“One must wait for the moment when a thing – the hill, the tarn, the lunette,
the kiss tank, the caliche flat, the bajada – ceases to be a thing and becomes
something that knows we are there.” – Barry Lopez
Living close to water and trees now, I know Lopez’s moment well, but not the word for it. There probably isn’t one, or we else don’t use it anymore. Today’s vernacular is expanding in a very different direction. Our lifestyles have become so digital and urbanized that we no longer need to know the frore surface of this lake is gleet and glibbed. Only a few generations back, those details would have rerouted my ancestors as they went about their hardscrabble existence in the Scottish Highlands–saving or costing them days, maybe even lives.
Landmarks, by the earth-fluent wordsmith Robert Macfarlane, documents this lost “language of landscape” of the British Isles. I’m reading it with art-gallery pacing, pausing after each paragraph to admire the art and architecture of his sentences. And then there’s the glossary itself curated from his interviews and grassroots contributors. It’s “a kind of sustained prose poem–exquisite in its precision and its metaphors” featuring words like:
ar’ris: the last movements of the tide before still water
borbban: the pearling or murmur of a stream
browse line: level above which large herbivores cannot browse woodland foliage
chawn: a crack in baked soil
flippety: young twig or branch that bends before a hook or clippers
glar: thick, sticky mud
smeuse: a hole in a hedge or wall made by the repeated passage of a small animal
zwer: the sound of a covey of quail taking flight
Discovering a lost word can be as exciting as it is futile. For two years now, I’ve tried to describe where I live at Swanchurch without knowing there is a word for these headwaters that are neither a great river nor a creek or stream or brook . . . not very deep except for a meandering channel. This is a seabbainn.
Once upon a time, that one word said all that–and needed to. Even if I can’t put it to work, but I’m glad Macfarlane has bound a museum of such terms.

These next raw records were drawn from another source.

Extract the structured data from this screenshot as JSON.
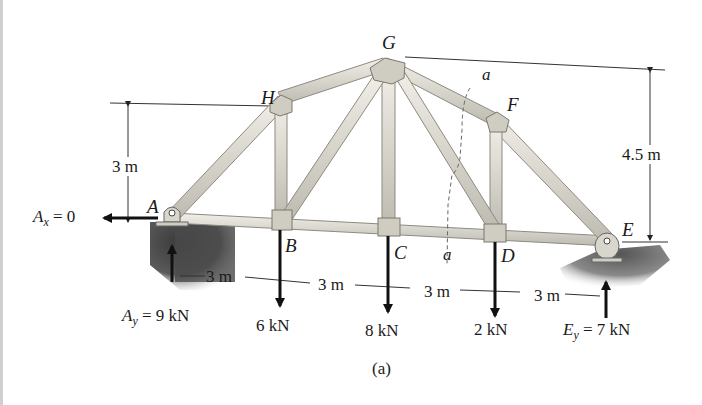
{
  "figure": {
    "caption": "(a)",
    "type": "truss-free-body-diagram"
  },
  "joints": {
    "A": "A",
    "B": "B",
    "C": "C",
    "D": "D",
    "E": "E",
    "F": "F",
    "G": "G",
    "H": "H"
  },
  "section_cut": {
    "label_top": "a",
    "label_bottom": "a"
  },
  "dimensions": {
    "height_H": "3 m",
    "height_G": "4.5 m",
    "spans": [
      "3 m",
      "3 m",
      "3 m",
      "3 m"
    ]
  },
  "reactions": {
    "Ax": {
      "symbol": "A",
      "sub": "x",
      "value": "= 0"
    },
    "Ay": {
      "symbol": "A",
      "sub": "y",
      "value": "= 9 kN"
    },
    "Ey": {
      "symbol": "E",
      "sub": "y",
      "value": "= 7 kN"
    }
  },
  "loads": {
    "B": "6 kN",
    "C": "8 kN",
    "D": "2 kN"
  },
  "colors": {
    "member": "#d9d6cc",
    "member_edge": "#8d8a80",
    "ground": "#4a4a4a",
    "arrow": "#111111"
  }
}
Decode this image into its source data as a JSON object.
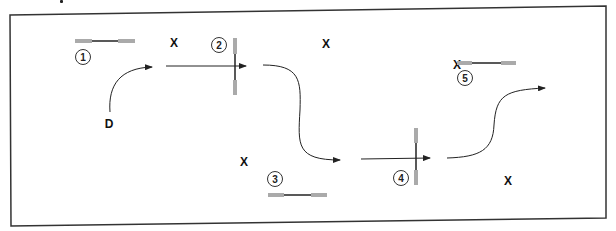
{
  "diagram": {
    "title": "",
    "frame": {
      "stroke": "#333333"
    },
    "colors": {
      "line": "#222222",
      "grip": "#aaaaaa",
      "frame": "#333333",
      "text": "#111111"
    },
    "start_label": "D",
    "x_marks": [
      "X",
      "X",
      "X",
      "X",
      "X"
    ],
    "specimens": [
      {
        "number": "1",
        "orientation": "horizontal"
      },
      {
        "number": "2",
        "orientation": "vertical"
      },
      {
        "number": "3",
        "orientation": "horizontal"
      },
      {
        "number": "4",
        "orientation": "vertical"
      },
      {
        "number": "5",
        "orientation": "horizontal"
      }
    ],
    "arrows": [
      {
        "from": "D",
        "to": "segment-1",
        "shape": "curve"
      },
      {
        "from": "segment-1",
        "to": "specimen-2",
        "shape": "straight"
      },
      {
        "from": "specimen-2",
        "to": "segment-2",
        "shape": "s-curve"
      },
      {
        "from": "segment-2",
        "to": "specimen-4",
        "shape": "straight"
      },
      {
        "from": "specimen-4",
        "to": "end",
        "shape": "s-curve"
      }
    ]
  }
}
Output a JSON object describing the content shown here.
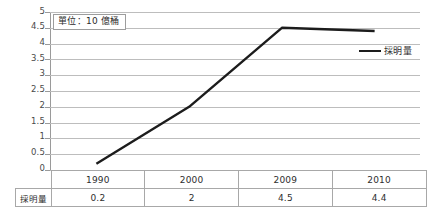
{
  "chart_data": {
    "type": "line",
    "title": "",
    "subtitle": "",
    "xlabel": "",
    "ylabel": "",
    "annotation": "單位：10 億桶",
    "categories": [
      "1990",
      "2000",
      "2009",
      "2010"
    ],
    "series": [
      {
        "name": "採明量",
        "values": [
          0.2,
          2,
          4.5,
          4.4
        ],
        "color": "#1c1c1c"
      }
    ],
    "ylim": [
      0,
      5
    ],
    "ytick_step": 0.5,
    "yticks": [
      "5",
      "4.5",
      "4",
      "3.5",
      "3",
      "2.5",
      "2",
      "1.5",
      "1",
      "0.5",
      "0"
    ],
    "ytick_values": [
      5,
      4.5,
      4,
      3.5,
      3,
      2.5,
      2,
      1.5,
      1,
      0.5,
      0
    ],
    "grid": true,
    "grid_color": "#bdbdbd",
    "legend_position": "right",
    "legend": [
      "採明量"
    ],
    "background": "#ffffff"
  },
  "table": {
    "corner_label": "",
    "header_row": [
      "1990",
      "2000",
      "2009",
      "2010"
    ],
    "row_header": "採明量",
    "data_row": [
      "0.2",
      "2",
      "4.5",
      "4.4"
    ]
  }
}
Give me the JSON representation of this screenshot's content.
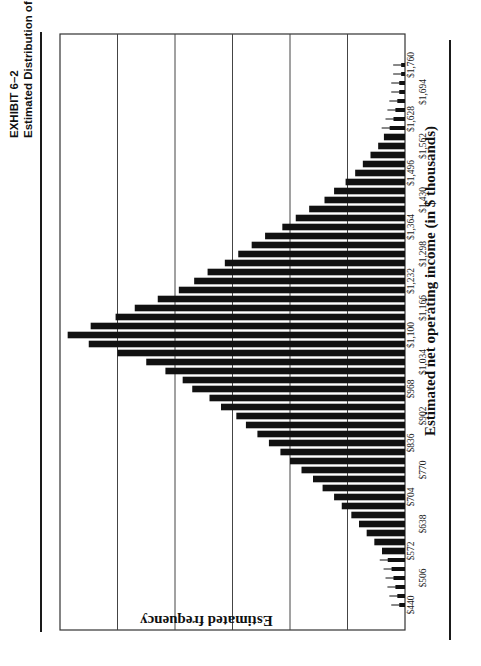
{
  "header": {
    "exhibit": "EXHIBIT 6–2",
    "caption": "Estimated Distribution of First Year (Stabilized) NOI Alternative"
  },
  "chart_data": {
    "type": "bar",
    "orientation": "rotated 90° counter-clockwise on page (histogram)",
    "title": "Estimated Distribution of First Year (Stabilized) NOI Alternative",
    "xlabel": "Estimated net operating income (in $ thousands)",
    "ylabel": "Estimated frequency",
    "grid": true,
    "gridlines_count": 6,
    "bin_width": 22,
    "tick_labels": [
      "$440",
      "$506",
      "$572",
      "$638",
      "$704",
      "$770",
      "$836",
      "$902",
      "$968",
      "$1,034",
      "$1,100",
      "$1,166",
      "$1,232",
      "$1,298",
      "$1,364",
      "$1,430",
      "$1,496",
      "$1,562",
      "$1,628",
      "$1,694",
      "$1,760"
    ],
    "categories": [
      440,
      462,
      484,
      506,
      528,
      550,
      572,
      594,
      616,
      638,
      660,
      682,
      704,
      726,
      748,
      770,
      792,
      814,
      836,
      858,
      880,
      902,
      924,
      946,
      968,
      990,
      1012,
      1034,
      1056,
      1078,
      1100,
      1122,
      1144,
      1166,
      1188,
      1210,
      1232,
      1254,
      1276,
      1298,
      1320,
      1342,
      1364,
      1386,
      1408,
      1430,
      1452,
      1474,
      1496,
      1518,
      1540,
      1562,
      1584,
      1606,
      1628,
      1650,
      1672,
      1694,
      1716,
      1738,
      1760
    ],
    "values": [
      0.3,
      0.4,
      0.5,
      0.6,
      0.7,
      0.9,
      1.2,
      1.6,
      2.0,
      2.4,
      2.8,
      3.3,
      3.7,
      4.3,
      4.8,
      5.4,
      6.0,
      6.5,
      7.1,
      7.7,
      8.3,
      8.8,
      9.6,
      10.2,
      11.1,
      11.6,
      12.5,
      13.5,
      15.0,
      16.5,
      17.6,
      16.4,
      15.1,
      14.1,
      12.9,
      11.8,
      11.0,
      10.3,
      9.4,
      8.7,
      8.0,
      7.3,
      6.4,
      5.7,
      5.0,
      4.2,
      3.7,
      3.1,
      2.6,
      2.2,
      1.8,
      1.4,
      1.1,
      0.8,
      0.6,
      0.5,
      0.4,
      0.3,
      0.3,
      0.2,
      0.2
    ],
    "ylim": [
      0,
      18
    ],
    "legend": null
  }
}
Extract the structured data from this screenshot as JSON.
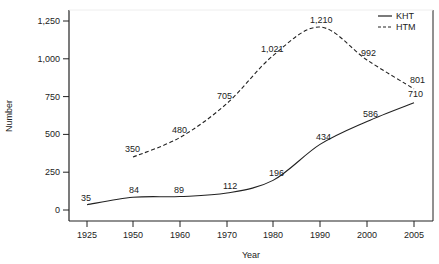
{
  "chart_data": {
    "type": "line",
    "title": "",
    "xlabel": "Year",
    "ylabel": "Number",
    "x_ticks": [
      "1925",
      "1950",
      "1960",
      "1970",
      "1980",
      "1990",
      "2000",
      "2005"
    ],
    "y_ticks": [
      "0",
      "250",
      "500",
      "750",
      "1,000",
      "1,250"
    ],
    "ylim": [
      0,
      1250
    ],
    "grid": false,
    "legend_position": "top-right",
    "series": [
      {
        "name": "KHT",
        "style": "solid",
        "x": [
          "1925",
          "1950",
          "1960",
          "1970",
          "1980",
          "1990",
          "2000",
          "2005"
        ],
        "values": [
          35,
          84,
          89,
          112,
          196,
          434,
          586,
          710
        ],
        "labels": [
          "35",
          "84",
          "89",
          "112",
          "196",
          "434",
          "586",
          "710"
        ]
      },
      {
        "name": "HTM",
        "style": "dashed",
        "x": [
          "1950",
          "1960",
          "1970",
          "1980",
          "1990",
          "2000",
          "2005"
        ],
        "values": [
          350,
          480,
          705,
          1021,
          1210,
          992,
          801
        ],
        "labels": [
          "350",
          "480",
          "705",
          "1,021",
          "1,210",
          "992",
          "801"
        ]
      }
    ]
  },
  "legend": {
    "items": [
      {
        "label": "KHT",
        "style": "solid"
      },
      {
        "label": "HTM",
        "style": "dashed"
      }
    ]
  },
  "colors": {
    "line": "#222222",
    "axis": "#222222",
    "background": "#ffffff"
  }
}
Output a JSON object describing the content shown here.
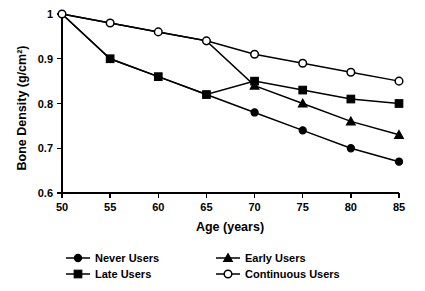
{
  "chart_data": {
    "type": "line",
    "title": "",
    "xlabel": "Age (years)",
    "ylabel": "Bone Density (g/cm²)",
    "x": [
      50,
      55,
      60,
      65,
      70,
      75,
      80,
      85
    ],
    "xlim": [
      50,
      85
    ],
    "ylim": [
      0.6,
      1.0
    ],
    "xticks": [
      "50",
      "55",
      "60",
      "65",
      "70",
      "75",
      "80",
      "85"
    ],
    "yticks": [
      "0.6",
      "0.7",
      "0.8",
      "0.9",
      "1"
    ],
    "grid": false,
    "legend_position": "bottom",
    "series": [
      {
        "name": "Never Users",
        "marker": "filled-circle",
        "values": [
          1.0,
          0.9,
          0.86,
          0.82,
          0.78,
          0.74,
          0.7,
          0.67
        ],
        "marker_points": [
          70,
          75,
          80,
          85
        ]
      },
      {
        "name": "Late Users",
        "marker": "filled-square",
        "values": [
          1.0,
          0.9,
          0.86,
          0.82,
          0.85,
          0.83,
          0.81,
          0.8
        ],
        "marker_points": [
          55,
          60,
          65,
          70,
          75,
          80,
          85
        ]
      },
      {
        "name": "Early Users",
        "marker": "filled-triangle",
        "values": [
          1.0,
          0.98,
          0.96,
          0.94,
          0.84,
          0.8,
          0.76,
          0.73
        ],
        "marker_points": [
          70,
          75,
          80,
          85
        ]
      },
      {
        "name": "Continuous Users",
        "marker": "open-circle",
        "values": [
          1.0,
          0.98,
          0.96,
          0.94,
          0.91,
          0.89,
          0.87,
          0.85
        ],
        "marker_points": [
          50,
          55,
          60,
          65,
          70,
          75,
          80,
          85
        ]
      }
    ]
  },
  "legend": {
    "entries": [
      {
        "label": "Never Users",
        "marker": "filled-circle"
      },
      {
        "label": "Early Users",
        "marker": "filled-triangle"
      },
      {
        "label": "Late Users",
        "marker": "filled-square"
      },
      {
        "label": "Continuous Users",
        "marker": "open-circle"
      }
    ]
  },
  "axes": {
    "x_title": "Age (years)",
    "y_title": "Bone Density (g/cm²)"
  },
  "colors": {
    "ink": "#000000",
    "background": "#ffffff"
  }
}
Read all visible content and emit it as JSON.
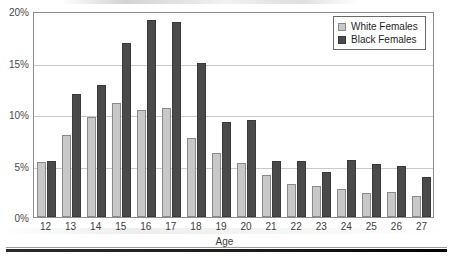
{
  "chart_data": {
    "type": "bar",
    "title": "",
    "xlabel": "Age",
    "ylabel": "",
    "categories": [
      "12",
      "13",
      "14",
      "15",
      "16",
      "17",
      "18",
      "19",
      "20",
      "21",
      "22",
      "23",
      "24",
      "25",
      "26",
      "27"
    ],
    "series": [
      {
        "name": "White Females",
        "color": "#c8c8c8",
        "values": [
          5.3,
          8.0,
          9.7,
          11.1,
          10.4,
          10.6,
          7.7,
          6.2,
          5.2,
          4.1,
          3.2,
          3.0,
          2.7,
          2.3,
          2.4,
          2.0
        ]
      },
      {
        "name": "Black Females",
        "color": "#4a4a4a",
        "values": [
          5.4,
          11.9,
          12.8,
          16.9,
          19.1,
          18.9,
          15.0,
          9.2,
          9.4,
          5.4,
          5.4,
          4.4,
          5.5,
          5.1,
          5.0,
          3.9
        ]
      }
    ],
    "ylim": [
      0,
      20
    ],
    "yticks": [
      0,
      5,
      10,
      15,
      20
    ],
    "ytick_labels": [
      "0%",
      "5%",
      "10%",
      "15%",
      "20%"
    ],
    "grid": true,
    "legend_position": "top-right"
  },
  "legend": {
    "items": [
      {
        "label": "White Females",
        "swatch": "white-females-swatch"
      },
      {
        "label": "Black Females",
        "swatch": "black-females-swatch"
      }
    ]
  }
}
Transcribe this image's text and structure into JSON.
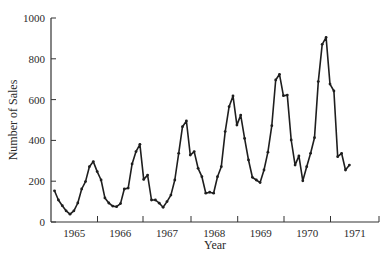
{
  "chart_data": {
    "type": "line",
    "title": "",
    "xlabel": "Year",
    "ylabel": "Number of Sales",
    "ylim": [
      0,
      1000
    ],
    "yticks": [
      0,
      200,
      400,
      600,
      800,
      1000
    ],
    "ytick_labels": [
      "0",
      "200",
      "400",
      "600",
      "800",
      "1000"
    ],
    "xtick_labels": [
      "1965",
      "1966",
      "1967",
      "1968",
      "1969",
      "1970",
      "1971"
    ],
    "x_start": "Jan 1965",
    "x_interval": "monthly",
    "grid": false,
    "legend": null,
    "colors": {
      "line": "#1e1e1e",
      "axis": "#333333"
    },
    "series": [
      {
        "name": "Number of Sales",
        "values": [
          153,
          108,
          80,
          55,
          38,
          55,
          93,
          162,
          198,
          271,
          296,
          247,
          206,
          118,
          93,
          78,
          75,
          90,
          162,
          166,
          285,
          345,
          381,
          209,
          230,
          108,
          108,
          92,
          72,
          100,
          132,
          206,
          337,
          467,
          495,
          328,
          345,
          263,
          222,
          141,
          146,
          141,
          222,
          271,
          443,
          565,
          618,
          475,
          524,
          410,
          304,
          219,
          206,
          193,
          255,
          342,
          472,
          696,
          724,
          619,
          622,
          402,
          279,
          324,
          202,
          271,
          337,
          413,
          688,
          871,
          905,
          676,
          642,
          320,
          337,
          255,
          279
        ]
      }
    ]
  }
}
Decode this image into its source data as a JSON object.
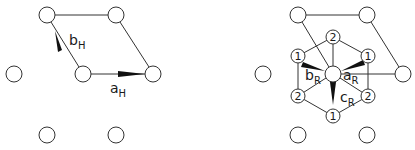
{
  "left_panel": {
    "name": "hexagonal-lattice",
    "vectors": [
      {
        "main": "b",
        "sub": "H"
      },
      {
        "main": "a",
        "sub": "H"
      }
    ]
  },
  "right_panel": {
    "name": "rhombohedral-lattice",
    "vectors": [
      {
        "main": "b",
        "sub": "R"
      },
      {
        "main": "a",
        "sub": "R"
      },
      {
        "main": "c",
        "sub": "R"
      }
    ],
    "site_labels": {
      "top": "2",
      "upper_left": "1",
      "upper_right": "1",
      "lower_left": "2",
      "lower_right": "2",
      "bottom": "1"
    }
  }
}
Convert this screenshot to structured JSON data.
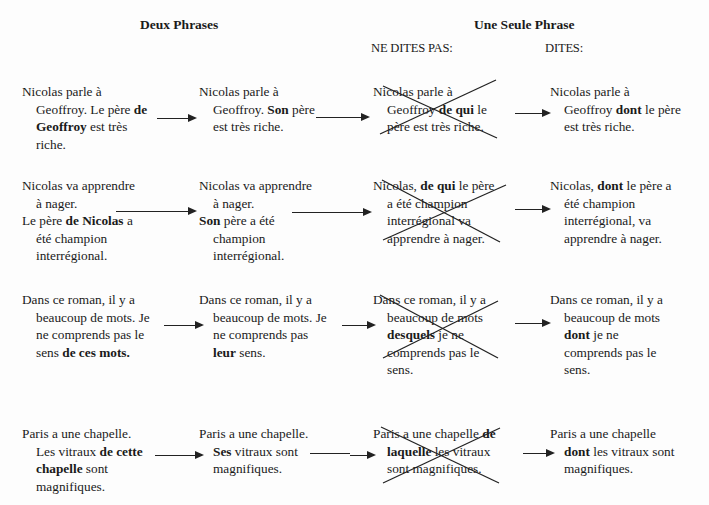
{
  "headers": {
    "left": "Deux Phrases",
    "right": "Une Seule Phrase",
    "wrong": "NE DITES PAS:",
    "right_sub": "DITES:"
  },
  "rows": [
    {
      "col1": [
        [
          {
            "t": "Nicolas parle à"
          }
        ],
        [
          {
            "t": "Geoffroy. Le père "
          },
          {
            "t": "de",
            "b": true
          }
        ],
        [
          {
            "t": "Geoffroy",
            "b": true
          },
          {
            "t": " est très"
          }
        ],
        [
          {
            "t": "riche."
          }
        ]
      ],
      "col2": [
        [
          {
            "t": "Nicolas parle à"
          }
        ],
        [
          {
            "t": "Geoffroy. "
          },
          {
            "t": "Son",
            "b": true
          },
          {
            "t": " père"
          }
        ],
        [
          {
            "t": "est très riche."
          }
        ]
      ],
      "col3": [
        [
          {
            "t": "Nicolas parle à"
          }
        ],
        [
          {
            "t": "Geoffroy "
          },
          {
            "t": "de qui",
            "b": true
          },
          {
            "t": " le"
          }
        ],
        [
          {
            "t": "père est très riche."
          }
        ]
      ],
      "col4": [
        [
          {
            "t": "Nicolas parle à"
          }
        ],
        [
          {
            "t": "Geoffroy "
          },
          {
            "t": "dont",
            "b": true
          },
          {
            "t": " le père"
          }
        ],
        [
          {
            "t": "est très riche."
          }
        ]
      ]
    },
    {
      "col1": [
        [
          {
            "t": "Nicolas va apprendre"
          }
        ],
        [
          {
            "t": "à nager."
          }
        ],
        [
          {
            "t": "Le père "
          },
          {
            "t": "de Nicolas",
            "b": true
          },
          {
            "t": " a"
          }
        ],
        [
          {
            "t": "été champion"
          }
        ],
        [
          {
            "t": "interrégional."
          }
        ]
      ],
      "col2": [
        [
          {
            "t": "Nicolas va apprendre"
          }
        ],
        [
          {
            "t": "à nager."
          }
        ],
        [
          {
            "t": "Son",
            "b": true
          },
          {
            "t": " père a été"
          }
        ],
        [
          {
            "t": "champion"
          }
        ],
        [
          {
            "t": "interrégional."
          }
        ]
      ],
      "col3": [
        [
          {
            "t": "Nicolas, "
          },
          {
            "t": "de qui",
            "b": true
          },
          {
            "t": " le père"
          }
        ],
        [
          {
            "t": "a été champion"
          }
        ],
        [
          {
            "t": "interrégional va"
          }
        ],
        [
          {
            "t": "apprendre à nager."
          }
        ]
      ],
      "col4": [
        [
          {
            "t": "Nicolas, "
          },
          {
            "t": "dont",
            "b": true
          },
          {
            "t": " le père a"
          }
        ],
        [
          {
            "t": "été champion"
          }
        ],
        [
          {
            "t": "interrégional, va"
          }
        ],
        [
          {
            "t": "apprendre à nager."
          }
        ]
      ]
    },
    {
      "col1": [
        [
          {
            "t": "Dans ce roman, il y a"
          }
        ],
        [
          {
            "t": "beaucoup de mots. Je"
          }
        ],
        [
          {
            "t": "ne comprends pas le"
          }
        ],
        [
          {
            "t": "sens "
          },
          {
            "t": "de ces mots.",
            "b": true
          }
        ]
      ],
      "col2": [
        [
          {
            "t": "Dans ce roman, il y a"
          }
        ],
        [
          {
            "t": "beaucoup de mots. Je"
          }
        ],
        [
          {
            "t": "ne comprends pas"
          }
        ],
        [
          {
            "t": "leur",
            "b": true
          },
          {
            "t": " sens."
          }
        ]
      ],
      "col3": [
        [
          {
            "t": "Dans ce roman, il y a"
          }
        ],
        [
          {
            "t": "beaucoup de mots"
          }
        ],
        [
          {
            "t": "desquels",
            "b": true
          },
          {
            "t": " je ne"
          }
        ],
        [
          {
            "t": "comprends pas le"
          }
        ],
        [
          {
            "t": "sens."
          }
        ]
      ],
      "col4": [
        [
          {
            "t": "Dans ce roman, il y a"
          }
        ],
        [
          {
            "t": "beaucoup de mots"
          }
        ],
        [
          {
            "t": "dont",
            "b": true
          },
          {
            "t": " je ne"
          }
        ],
        [
          {
            "t": "comprends pas le"
          }
        ],
        [
          {
            "t": "sens."
          }
        ]
      ]
    },
    {
      "col1": [
        [
          {
            "t": "Paris a une chapelle."
          }
        ],
        [
          {
            "t": "Les vitraux "
          },
          {
            "t": "de cette",
            "b": true
          }
        ],
        [
          {
            "t": "chapelle",
            "b": true
          },
          {
            "t": " sont"
          }
        ],
        [
          {
            "t": "magnifiques."
          }
        ]
      ],
      "col2": [
        [
          {
            "t": "Paris a une chapelle."
          }
        ],
        [
          {
            "t": "Ses",
            "b": true
          },
          {
            "t": " vitraux sont"
          }
        ],
        [
          {
            "t": "magnifiques."
          }
        ]
      ],
      "col3": [
        [
          {
            "t": "Paris a une chapelle "
          },
          {
            "t": "de",
            "b": true
          }
        ],
        [
          {
            "t": "laquelle",
            "b": true
          },
          {
            "t": " les vitraux"
          }
        ],
        [
          {
            "t": "sont magnifiques."
          }
        ]
      ],
      "col4": [
        [
          {
            "t": "Paris a une chapelle"
          }
        ],
        [
          {
            "t": "dont",
            "b": true
          },
          {
            "t": " les vitraux sont"
          }
        ],
        [
          {
            "t": "magnifiques."
          }
        ]
      ]
    }
  ]
}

Although I can’t remember all the new old words, I still use them–or let them use me. Looking at the mysterious story on a lake in the San Isabel Forest of southern Colorado last week, I saw giel and jabble frozen into patterns rich with meaning. This wasn’t just ice, it was spandled and blae cut. As I tried to translate each feature, something more than I could see became fully real and present . . . and it knew I was there.